“She had to know what she was getting herself into when she made that request to you.”
“I think she did. But I also don’t think she regretted it. When you’re faced with death, sometimes you behave in ways you don’t think you will.”
“Is that what we did? Is that what we’re doing?” Raven licked her lips. “Have all of these life-threatening situations made us feel things we wouldn’t have otherwise?”
Jake stepped closer, emotion pooling in his gaze. “I don’t think so. We’ve had a lot of years to think this through.”
“Yes, we have.” A soft grin slowly stretched across her lips. “I don’t want to walk away from this without . . .”
“Without what?” Jake’s voice caught as if he couldn’t breathe.
“Without knowing if we can make things work between us.”
He let out a long breath. “You don’t know how happy that makes me.”
Raven’s heart thundered in her chest as Jake’s words hung in the air between them. Ten years of hard feelings dissolved like morning mist under the warmth of truth.
Her fingers trembled as she reached up to touch his face, tracing the new lines at the corners of his eyes, evidence of the years that had been stolen from them.
“All this time,” she whispered, her voice catching on the words.
Jake’s hand covered hers, pressing her palm against his cheek as if to convince himself she was real. When he leaned down, Raven met him halfway.
His lips met hers, achingly gentle at first. The kiss felt like a question asked and answered in the same breath.
Then something broke loose inside her—a dam of emotion held back for too long.
Raven’s arms wound around his neck as the kiss deepened, tasting of promises and second chances. Jake pulled her closer, one hand splayed across the small of her back and the other cradling her head.
They parted only when breathing became necessary. Yet their foreheads still touched as if they were both unwilling to create even that small distance between them.
Raven felt the rapid rise and fall of Jake’s chest against hers, his heartbeat matching her own frantic rhythm. The familiar scent of him—sandalwood and citrus—flooded her senses, bringing back a thousand memories she’d tried and failed to bury.
His eyes, that impossible shade of green she’d never found replicated in nature, searched hers with a vulnerability that made her throat tight.
“Ten years,” he murmured, his thumb brushing across her lower lip as if memorizing its shape. “I’m not wasting another minute.”
Nothing made her happier than hearing those words.
Maybe—just maybe—their crazy journey had always been for them to reconnect at this very moment. Maybe they’d grown into the people they were meant to be in their years apart.
And maybe this was the second chance they’d both been praying for.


• EXERCISE REQUIREMENTS
All of the entries should be returned without a single change.

(Records from a dataset)
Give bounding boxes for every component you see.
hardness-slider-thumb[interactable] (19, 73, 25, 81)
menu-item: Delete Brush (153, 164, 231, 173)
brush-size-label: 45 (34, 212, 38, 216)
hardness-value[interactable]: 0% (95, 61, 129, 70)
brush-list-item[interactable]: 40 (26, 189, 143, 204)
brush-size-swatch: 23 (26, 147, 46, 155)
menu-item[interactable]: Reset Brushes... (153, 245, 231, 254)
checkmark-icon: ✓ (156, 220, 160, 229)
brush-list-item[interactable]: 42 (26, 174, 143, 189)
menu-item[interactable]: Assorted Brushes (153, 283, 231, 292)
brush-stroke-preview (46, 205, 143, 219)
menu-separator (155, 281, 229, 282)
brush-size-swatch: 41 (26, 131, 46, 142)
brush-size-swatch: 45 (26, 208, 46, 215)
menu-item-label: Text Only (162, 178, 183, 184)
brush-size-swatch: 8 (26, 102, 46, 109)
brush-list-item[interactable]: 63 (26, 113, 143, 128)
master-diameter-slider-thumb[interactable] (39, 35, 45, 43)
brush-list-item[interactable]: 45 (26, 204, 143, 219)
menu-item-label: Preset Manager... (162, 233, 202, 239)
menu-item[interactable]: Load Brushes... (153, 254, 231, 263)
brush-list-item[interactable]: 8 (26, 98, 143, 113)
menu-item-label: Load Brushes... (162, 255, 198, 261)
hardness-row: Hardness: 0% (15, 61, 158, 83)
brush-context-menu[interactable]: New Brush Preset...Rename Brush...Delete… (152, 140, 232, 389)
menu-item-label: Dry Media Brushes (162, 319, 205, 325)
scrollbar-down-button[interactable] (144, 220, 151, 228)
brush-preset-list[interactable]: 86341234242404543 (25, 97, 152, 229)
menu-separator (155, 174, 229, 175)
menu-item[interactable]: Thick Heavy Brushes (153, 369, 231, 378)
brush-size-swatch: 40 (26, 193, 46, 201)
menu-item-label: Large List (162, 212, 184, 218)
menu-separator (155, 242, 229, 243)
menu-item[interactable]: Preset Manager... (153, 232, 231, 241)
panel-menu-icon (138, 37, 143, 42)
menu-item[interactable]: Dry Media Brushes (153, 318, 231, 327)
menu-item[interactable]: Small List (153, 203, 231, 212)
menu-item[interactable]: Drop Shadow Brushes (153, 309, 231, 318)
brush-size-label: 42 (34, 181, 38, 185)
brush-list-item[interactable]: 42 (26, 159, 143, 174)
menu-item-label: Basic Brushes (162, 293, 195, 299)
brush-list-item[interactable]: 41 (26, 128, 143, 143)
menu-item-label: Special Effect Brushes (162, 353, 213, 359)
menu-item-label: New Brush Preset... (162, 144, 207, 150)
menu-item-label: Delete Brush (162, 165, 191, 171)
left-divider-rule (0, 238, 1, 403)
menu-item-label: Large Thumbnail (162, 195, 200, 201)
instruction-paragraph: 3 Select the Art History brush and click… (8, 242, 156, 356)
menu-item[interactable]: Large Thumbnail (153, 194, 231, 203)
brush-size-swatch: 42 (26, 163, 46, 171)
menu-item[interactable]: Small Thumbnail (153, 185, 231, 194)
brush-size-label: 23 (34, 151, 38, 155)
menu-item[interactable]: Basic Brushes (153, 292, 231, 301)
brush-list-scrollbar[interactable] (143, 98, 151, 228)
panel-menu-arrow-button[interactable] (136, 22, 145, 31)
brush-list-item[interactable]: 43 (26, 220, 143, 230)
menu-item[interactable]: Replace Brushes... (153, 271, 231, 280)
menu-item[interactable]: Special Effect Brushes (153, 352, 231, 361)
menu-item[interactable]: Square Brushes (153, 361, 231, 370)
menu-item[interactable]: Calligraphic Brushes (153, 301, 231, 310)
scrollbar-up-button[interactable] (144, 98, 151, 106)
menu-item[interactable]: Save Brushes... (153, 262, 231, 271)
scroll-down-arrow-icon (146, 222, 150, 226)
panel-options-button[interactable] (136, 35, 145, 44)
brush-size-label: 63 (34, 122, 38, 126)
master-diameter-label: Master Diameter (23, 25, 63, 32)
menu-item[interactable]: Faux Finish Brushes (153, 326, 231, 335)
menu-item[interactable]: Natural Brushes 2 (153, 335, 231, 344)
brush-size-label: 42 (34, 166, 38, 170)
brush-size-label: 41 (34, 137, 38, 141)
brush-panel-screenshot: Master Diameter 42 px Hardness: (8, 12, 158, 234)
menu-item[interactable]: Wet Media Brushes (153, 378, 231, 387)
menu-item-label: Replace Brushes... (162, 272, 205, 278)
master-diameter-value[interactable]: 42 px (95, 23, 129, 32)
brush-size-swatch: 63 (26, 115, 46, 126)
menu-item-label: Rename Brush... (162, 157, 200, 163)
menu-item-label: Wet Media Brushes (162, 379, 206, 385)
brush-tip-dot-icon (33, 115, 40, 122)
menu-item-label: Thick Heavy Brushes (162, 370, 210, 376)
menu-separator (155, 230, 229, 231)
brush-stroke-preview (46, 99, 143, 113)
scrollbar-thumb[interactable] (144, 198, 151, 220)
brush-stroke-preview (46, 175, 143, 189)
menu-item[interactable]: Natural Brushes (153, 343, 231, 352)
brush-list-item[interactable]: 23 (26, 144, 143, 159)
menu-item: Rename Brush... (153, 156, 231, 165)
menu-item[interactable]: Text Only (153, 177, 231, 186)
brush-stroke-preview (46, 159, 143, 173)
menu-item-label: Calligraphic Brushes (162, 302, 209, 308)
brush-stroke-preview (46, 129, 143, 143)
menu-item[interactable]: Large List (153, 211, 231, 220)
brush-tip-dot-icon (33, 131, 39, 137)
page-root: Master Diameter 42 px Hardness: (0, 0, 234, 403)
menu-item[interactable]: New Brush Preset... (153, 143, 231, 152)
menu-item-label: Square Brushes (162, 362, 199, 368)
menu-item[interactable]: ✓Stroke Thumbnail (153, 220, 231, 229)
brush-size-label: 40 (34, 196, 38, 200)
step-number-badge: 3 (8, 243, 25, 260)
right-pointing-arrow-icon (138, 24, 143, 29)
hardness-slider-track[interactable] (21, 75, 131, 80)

• YOUR RESPONSE
Give bounding boxes for every component you see.
hardness-slider-thumb[interactable] (19, 73, 25, 81)
menu-item: Delete Brush (153, 164, 231, 173)
brush-size-label: 45 (34, 212, 38, 216)
hardness-value[interactable]: 0% (95, 61, 129, 70)
brush-list-item[interactable]: 40 (26, 189, 143, 204)
brush-size-swatch: 23 (26, 147, 46, 155)
menu-item[interactable]: Reset Brushes... (153, 245, 231, 254)
checkmark-icon: ✓ (156, 220, 160, 229)
brush-list-item[interactable]: 42 (26, 174, 143, 189)
menu-item[interactable]: Assorted Brushes (153, 283, 231, 292)
brush-stroke-preview (46, 205, 143, 219)
menu-separator (155, 281, 229, 282)
brush-size-swatch: 41 (26, 131, 46, 142)
brush-size-swatch: 45 (26, 208, 46, 215)
menu-item-label: Text Only (162, 178, 183, 184)
brush-size-swatch: 8 (26, 102, 46, 109)
brush-list-item[interactable]: 63 (26, 113, 143, 128)
master-diameter-slider-thumb[interactable] (39, 35, 45, 43)
brush-list-item[interactable]: 45 (26, 204, 143, 219)
menu-item-label: Preset Manager... (162, 233, 202, 239)
menu-item[interactable]: Load Brushes... (153, 254, 231, 263)
brush-list-item[interactable]: 8 (26, 98, 143, 113)
menu-item-label: Load Brushes... (162, 255, 198, 261)
hardness-row: Hardness: 0% (15, 61, 158, 83)
brush-context-menu[interactable]: New Brush Preset...Rename Brush...Delete… (152, 140, 232, 389)
menu-item-label: Dry Media Brushes (162, 319, 205, 325)
scrollbar-down-button[interactable] (144, 220, 151, 228)
brush-preset-list[interactable]: 86341234242404543 (25, 97, 152, 229)
menu-separator (155, 174, 229, 175)
menu-item[interactable]: Thick Heavy Brushes (153, 369, 231, 378)
brush-size-swatch: 40 (26, 193, 46, 201)
menu-item-label: Large List (162, 212, 184, 218)
menu-separator (155, 242, 229, 243)
menu-item[interactable]: Preset Manager... (153, 232, 231, 241)
panel-menu-icon (138, 37, 143, 42)
menu-item[interactable]: Dry Media Brushes (153, 318, 231, 327)
menu-item[interactable]: Small List (153, 203, 231, 212)
menu-item[interactable]: Drop Shadow Brushes (153, 309, 231, 318)
brush-size-label: 42 (34, 181, 38, 185)
brush-list-item[interactable]: 42 (26, 159, 143, 174)
menu-item-label: Basic Brushes (162, 293, 195, 299)
brush-list-item[interactable]: 41 (26, 128, 143, 143)
menu-item-label: Special Effect Brushes (162, 353, 213, 359)
menu-item-label: New Brush Preset... (162, 144, 207, 150)
menu-item-label: Delete Brush (162, 165, 191, 171)
left-divider-rule (0, 238, 1, 403)
menu-item-label: Large Thumbnail (162, 195, 200, 201)
instruction-paragraph: 3 Select the Art History brush and click… (8, 242, 156, 356)
menu-item[interactable]: Large Thumbnail (153, 194, 231, 203)
brush-size-swatch: 42 (26, 163, 46, 171)
menu-item[interactable]: Small Thumbnail (153, 185, 231, 194)
brush-size-label: 23 (34, 151, 38, 155)
menu-item[interactable]: Basic Brushes (153, 292, 231, 301)
brush-list-scrollbar[interactable] (143, 98, 151, 228)
panel-menu-arrow-button[interactable] (136, 22, 145, 31)
brush-list-item[interactable]: 43 (26, 220, 143, 230)
menu-item[interactable]: Replace Brushes... (153, 271, 231, 280)
menu-item[interactable]: Special Effect Brushes (153, 352, 231, 361)
menu-item[interactable]: Square Brushes (153, 361, 231, 370)
menu-item[interactable]: Calligraphic Brushes (153, 301, 231, 310)
scrollbar-up-button[interactable] (144, 98, 151, 106)
menu-item[interactable]: Save Brushes... (153, 262, 231, 271)
scroll-down-arrow-icon (146, 222, 150, 226)
panel-options-button[interactable] (136, 35, 145, 44)
brush-size-label: 63 (34, 122, 38, 126)
master-diameter-label: Master Diameter (23, 25, 63, 32)
menu-item[interactable]: Faux Finish Brushes (153, 326, 231, 335)
menu-item[interactable]: Natural Brushes 2 (153, 335, 231, 344)
brush-size-label: 42 (34, 166, 38, 170)
brush-size-label: 41 (34, 137, 38, 141)
brush-panel-screenshot: Master Diameter 42 px Hardness: (8, 12, 158, 234)
menu-item[interactable]: Wet Media Brushes (153, 378, 231, 387)
menu-item-label: Replace Brushes... (162, 272, 205, 278)
master-diameter-value[interactable]: 42 px (95, 23, 129, 32)
brush-size-swatch: 63 (26, 115, 46, 126)
menu-item-label: Rename Brush... (162, 157, 200, 163)
menu-item-label: Wet Media Brushes (162, 379, 206, 385)
brush-tip-dot-icon (33, 115, 40, 122)
menu-item-label: Thick Heavy Brushes (162, 370, 210, 376)
menu-separator (155, 230, 229, 231)
brush-stroke-preview (46, 99, 143, 113)
scrollbar-thumb[interactable] (144, 198, 151, 220)
brush-stroke-preview (46, 175, 143, 189)
menu-item[interactable]: Natural Brushes (153, 343, 231, 352)
brush-list-item[interactable]: 23 (26, 144, 143, 159)
menu-item: Rename Brush... (153, 156, 231, 165)
menu-item[interactable]: Text Only (153, 177, 231, 186)
brush-stroke-preview (46, 159, 143, 173)
menu-item-label: Calligraphic Brushes (162, 302, 209, 308)
brush-stroke-preview (46, 129, 143, 143)
menu-item[interactable]: Large List (153, 211, 231, 220)
brush-tip-dot-icon (33, 131, 39, 137)
page-root: Master Diameter 42 px Hardness: (0, 0, 234, 403)
menu-item[interactable]: New Brush Preset... (153, 143, 231, 152)
menu-item-label: Square Brushes (162, 362, 199, 368)
menu-item[interactable]: ✓Stroke Thumbnail (153, 220, 231, 229)
brush-size-label: 40 (34, 196, 38, 200)
step-number-badge: 3 (8, 243, 25, 260)
right-pointing-arrow-icon (138, 24, 143, 29)
hardness-slider-track[interactable] (21, 75, 131, 80)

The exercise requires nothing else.